Ibsen’s bitter satire on love between man and woman, as practiced in publicly sanctified engagements and later on in marriage, awoke such hissing wrath in his father- land that he for ten years lived abroad.
Norwegian society was not yet ready to understand that it was not love between man and Woman which Ibsen denied and attacked, it was the social ideal of this love.
Björnson, believing, full of hope, optimist in the most beautiful sense of that word, as he is, attacked this established ideal by painting one completely different. His “ Plags are hoisted in city and at port,” teaches the new social moral, that ignorance is not identical with innocence. He wants mothers to teach their boys and girls about the laws of life, that they may no more need to go to playmates or servants to get questions answered in a way which may injure them for lifetime. We must have mothers who bend their knees in reverence to the laws of nature, the beautiful and sacred; mothers who realize that nature is good and pure and true in all her ways; first then will the houses of prostitution be things unknown among us, buried with mistakes of the past. Some six or seven years ago Björnson traveled in Denmark, lecturing about his favorite subject, true love between man and woman. He only recognizes •that union between man and woman which rests upon a unity of soul and body; no decree of society, neither clerical nor civil, can establish such a union, nor can it destroy it. They who look forward to those reforms of society, needed so sorely, yet so little acknowledged, will especially appreciate one feature common to both Ibsen and Björnson. We may pile up before us every book written by them, not on one page, not in a single expression, will we find charity lauded. Those two men never bent their proud heads to money, never changed their opinion for the sake of wealth or rank; to them the charity of society is only a simple duty as long as it is a deplorable necessity. They both believe in a ruling justice in life, the justice involved in the fact that certain causes have certain effects as sure as a splash follows the stone thrown into the water. By the power of this justice Ibsen was at last acknowledged by his countrymen; by the same justice the heart of the Norwegian nation went out to Björnson from the time when his first, idyls from Norwegian peasant life appeared.

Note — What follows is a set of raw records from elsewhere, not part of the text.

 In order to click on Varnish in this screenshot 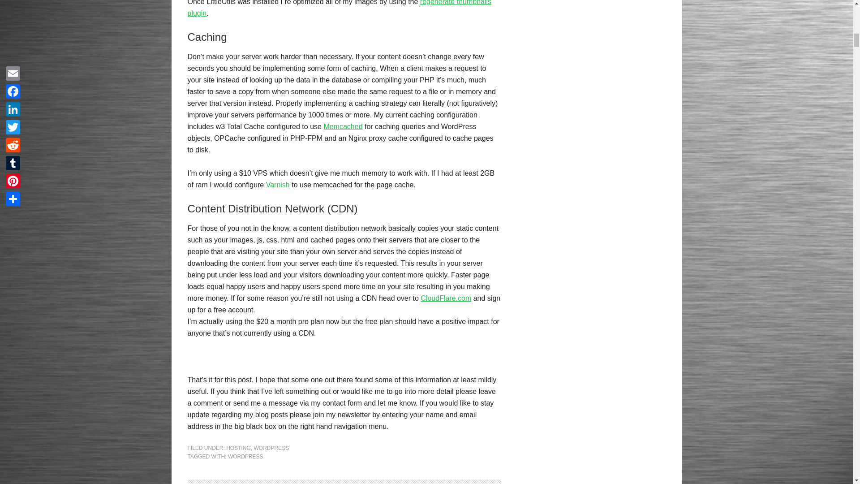, I will do `click(278, 184)`.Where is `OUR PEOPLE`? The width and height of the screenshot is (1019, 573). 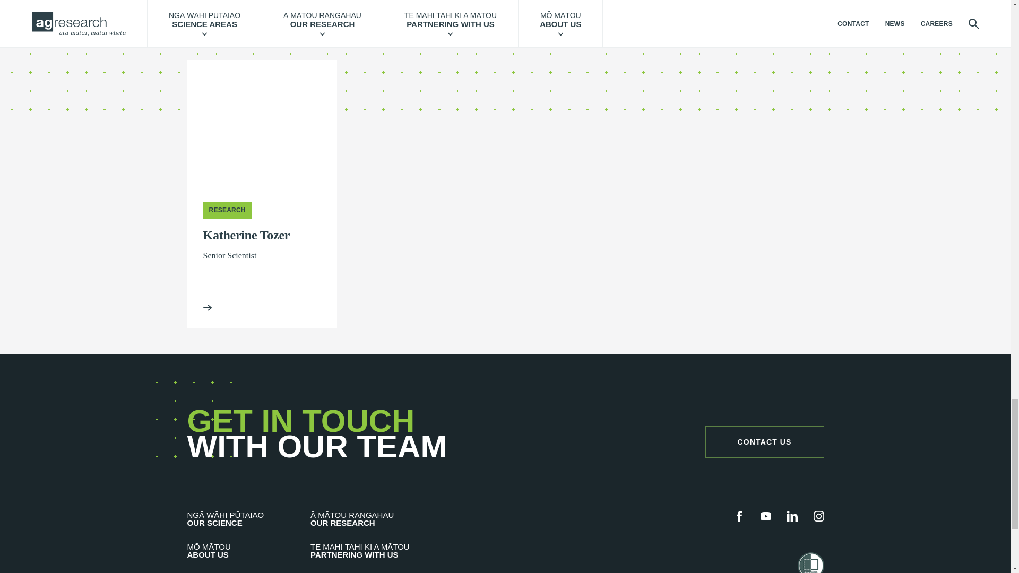 OUR PEOPLE is located at coordinates (764, 11).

Around these two representatives of the best in our own age, those prophets of a still better future, gather all who believe in the old prophecy: “ Your sons and your daughters shall see sights, and the spirit shall descend to all mankind.” The structure of future society shall have the word “ justice ” written over its portals with flaming letters; charity shall be buried deep in the ground, and the two Norwegian poets, nay, poets of the world, shall be counted among those who wrote its funeral march.
When Ibsen’s teachings about “ God in one,” and Björnson s about “God in all,” have reached their aim, then the poet, be it woman or man, shall arise among us, who shall sing about “All in God.”